Few words can describe the feelings evoked from witnessing the Chilean rescue this week.

As a leadership development professional, I could not help but witnessing some lessons learned and garnered from this remarkable rescue of 33 miners.

1. Investing time, money and planning on projects and personal safety does have an ROI (return on investment).

No expense was spared in finding a solution to getting 33 miners out of the collapsed mine.  Plans were clearly laid out, time to bore the hole, time to test the stability, time to engineer the capsule by which each and every miner was lifted slowly to safety. As the minutes grew to hours, then days, then months, the families and the rest of the world began to believe and trust a full rescue would be achieved.

Imagine if every effort was made in all companies by the leadership to ensure this kind of careful planning was done on the outset of every project – think of what disasters could have been avoided in the last 10 years.  Consider the ROI of not having to clean up after the Gulf oil spill, the toxic sludge in Hungary, or even recovery from the collapse of Lake Peigneur (pronounced pen-your); all avoidable had they ignored cost cutting and had careful attention been paid in the planning phases.

2. Innovation, collaboration and cross border cooperation are achievable when the stakeholders believe in the cause.

If you are a Calgarian, you are proud to utter the name ‘Precision Drilling’ these days; one of the companies that made a drill available in a valiant effort to reach those miners.  While theirs was not the drill that reached them, their CEO Kevin Neveu committed energy, time and money to contribute solutions to one of the greatest rescues any of us have ever witnessed.

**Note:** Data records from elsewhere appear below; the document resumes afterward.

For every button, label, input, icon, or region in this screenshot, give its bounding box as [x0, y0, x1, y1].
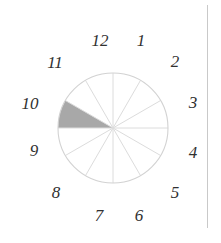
hour-label-6: 6 — [135, 207, 144, 224]
clock-sector-figure: 121234567891011 — [0, 0, 221, 243]
hour-label-7: 7 — [95, 207, 104, 224]
clock-group — [58, 73, 168, 183]
clock-diagram — [0, 0, 221, 243]
hour-label-1: 1 — [137, 32, 146, 49]
sector-spoke — [113, 80, 141, 128]
hour-label-8: 8 — [52, 184, 61, 201]
hour-label-4: 4 — [189, 144, 198, 161]
hour-label-10: 10 — [22, 95, 39, 112]
hour-label-9: 9 — [30, 142, 39, 159]
sector-spoke — [113, 101, 161, 129]
page-column-rule — [207, 5, 208, 228]
sector-spoke — [113, 128, 161, 156]
sector-spoke — [86, 128, 114, 176]
hour-label-3: 3 — [189, 94, 198, 111]
sector-spoke — [65, 128, 113, 156]
sector-spoke — [113, 128, 141, 176]
hour-label-5: 5 — [171, 184, 180, 201]
hour-label-12: 12 — [92, 32, 109, 49]
hour-label-11: 11 — [47, 54, 63, 71]
hour-label-2: 2 — [171, 53, 180, 70]
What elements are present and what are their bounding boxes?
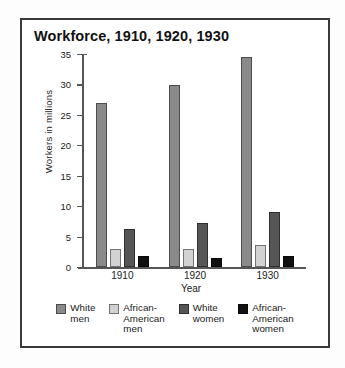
bar-1920-series-1 xyxy=(183,249,194,267)
y-axis-label: Workers in millions xyxy=(43,70,54,194)
axes: 05101520253035 191019201930 Year xyxy=(82,54,300,267)
bar-1910-series-2 xyxy=(124,229,135,267)
x-axis-line xyxy=(78,267,306,269)
legend-item-1: African-Americanmen xyxy=(109,303,164,335)
y-tick-label-15: 15 xyxy=(60,170,71,181)
y-tick-label-30: 30 xyxy=(60,79,71,90)
bar-1920-series-2 xyxy=(197,223,208,267)
bar-1930-series-2 xyxy=(269,212,280,267)
bar-group-1910 xyxy=(96,54,149,267)
y-tick-label-35: 35 xyxy=(60,49,71,60)
y-tick-label-25: 25 xyxy=(60,109,71,120)
x-tick-label-1910: 1910 xyxy=(111,270,133,281)
bar-1930-series-0 xyxy=(241,57,252,267)
legend-label-3: African-Americanwomen xyxy=(252,303,293,335)
x-axis-label: Year xyxy=(181,283,201,294)
chart-page: Workforce, 1910, 1920, 1930 Workers in m… xyxy=(0,0,345,368)
chart-card: Workforce, 1910, 1920, 1930 Workers in m… xyxy=(20,18,330,348)
bar-group-1930 xyxy=(241,54,294,267)
bar-1910-series-1 xyxy=(110,249,121,267)
legend-swatch-icon-1 xyxy=(109,304,119,314)
y-tick-0: 0 xyxy=(77,267,82,268)
bar-1910-series-0 xyxy=(96,103,107,267)
legend-swatch-icon-3 xyxy=(238,304,248,314)
bar-1930-series-1 xyxy=(255,245,266,267)
x-tick-label-1930: 1930 xyxy=(257,270,279,281)
bar-group-1920 xyxy=(169,54,222,267)
y-tick-label-5: 5 xyxy=(66,231,71,242)
plot-area: Workers in millions 05101520253035 19101… xyxy=(22,48,328,298)
y-tick-label-20: 20 xyxy=(60,140,71,151)
bar-1920-series-0 xyxy=(169,85,180,267)
legend-item-3: African-Americanwomen xyxy=(238,303,293,335)
legend-label-0: Whitemen xyxy=(70,303,95,324)
legend-item-0: Whitemen xyxy=(56,303,95,324)
legend-swatch-icon-2 xyxy=(179,304,189,314)
bar-1910-series-3 xyxy=(138,256,149,267)
bar-1930-series-3 xyxy=(283,256,294,267)
legend-label-1: African-Americanmen xyxy=(123,303,164,335)
legend-label-2: Whitewomen xyxy=(193,303,225,324)
y-tick-label-10: 10 xyxy=(60,201,71,212)
x-tick-label-1920: 1920 xyxy=(184,270,206,281)
chart-legend: WhitemenAfrican-AmericanmenWhitewomenAfr… xyxy=(22,303,328,347)
y-tick-label-0: 0 xyxy=(66,262,71,273)
legend-swatch-icon-0 xyxy=(56,304,66,314)
chart-title: Workforce, 1910, 1920, 1930 xyxy=(34,28,229,44)
bar-1920-series-3 xyxy=(211,258,222,267)
legend-item-2: Whitewomen xyxy=(179,303,225,324)
bar-group-container xyxy=(82,54,300,267)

Give your people something to believe in and then commit the resources to make it and you will learn the best about your employees.  Give them something to believe in, someone to collaborate with, something to cooperate on and they will truly surprise you. (Caveat here, running a company in chaotic and unorganized disaster-clean-up-mode is not what I am talking about.)

3. People will achieve remarkable things when they are given something or someone to believe in.

Give someone a leader, someone to truly follow and work with who ‘gets it’ and you will find a group that will out-perform everyone else.  33 Miners, 10 weeks, 622 meters, company and government collaboration, a President with a heart, and a shift leader who refused to leave until he’d seen each and every member of the team pulled out of the mine safely.

That kind of commitment did not happen without the people at the top of the decision-making heap making a firm stance to do “Whatever it takes.” But they did not do it alone.  The engineers, drillers, companies, families, employees all took part in this effort – because they believed in the decision.  33 Miners never gave up, because they were given something to believe in with each bottle of water that made it’s way through a tube the size of a grapefruit.

We have witnessed a miraculous rescue of 33 human lives.  We have witnessed humanity at its best filled with hope, faith, prayer, trust, desire and collaboration.  We have been introduced to a couple of true leaders who are worth using as examples for each of us in our lives, our work and our homes.

Thanks to Chilean President Sebastian Pinera and Shift Leader, Luis Urzua for your example to the world of how one leads by following, one commits by sticking it out and for teaching us all that great things can be accomplished when all common sense tells us we are faced with the impossible.

Patti is a strategic advisor in Leadership Development, Customer Service and Culture through Mergers and Acquisition. You can book her to speak at her Speakers Page.